You can use flexbox/css grid or bootstrap grid for drawing basic layout and can use code
.left-container{
position: fixed;
top: 0;
right: 0;
}
for better understanding please go through css position properties
In case if your right panel gets distorted once you place fixed position on left div you can do something like this:
.side-bar{
width: 20%;
height: 550px;
border-right: 2px solid black;
position: fixed;
}
.main{
width: 80%;
height: 550px;
margin-left: 20%;
}
place margin left of main /right div to the width of left panel, like I have width of side panel as 20% so I have placed margin-left of main div to 20%
Try this:
HTML
<div class="image-container">
//add your html code here
</div>
CSS
.image-container {
position: fixed;
top: 0;
right: 0;
display: block;
}
To fix your container use position:fixed
here is a project that i did that has fixed position on left.
Related
I am experimenting with a few things and I have a navbar that I want to switch from up to to the left side of the screen.

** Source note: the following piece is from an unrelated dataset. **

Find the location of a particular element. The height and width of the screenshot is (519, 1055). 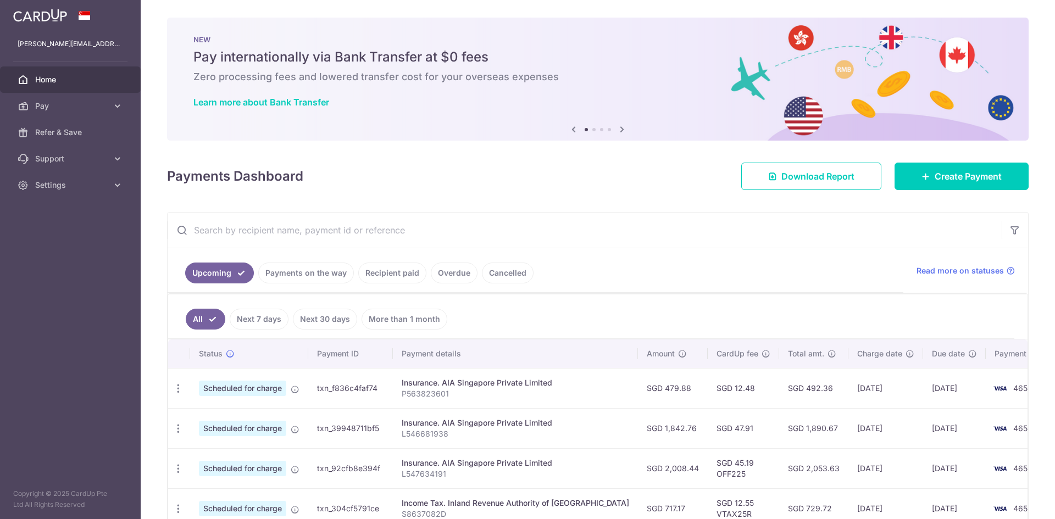

a: More than 1 month is located at coordinates (404, 319).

I am able to position a basic div to the left side of the screen but what I would like to do is have it push all content on the right of it so that I can implement a hide feature to the menu.
CSS
div {
position: absolute; // also tried fixed
left: 0px;
height: 100%;
width: 100px;
background: #222222;
top: 0px;
bottom: 0px
}
As you can see in the image the div is just on the left side but the content is just over lapping it. Any way to push the content to the right after the div? Any help would be awesome.
Put your right content in a container and then give it margin-left equal to the width of the left column. So:
HTML
<div id='right'>
<!-- all your left right elements go in here -->
</div>
CSS
#right { margin-left: 200px; /* or whatever */ }
I have a web site which is made in WordPress. All of the content on my pages is wrapped in a div. What I would like to do now is add banners on both sides of the content and keep them fixed while scrolling.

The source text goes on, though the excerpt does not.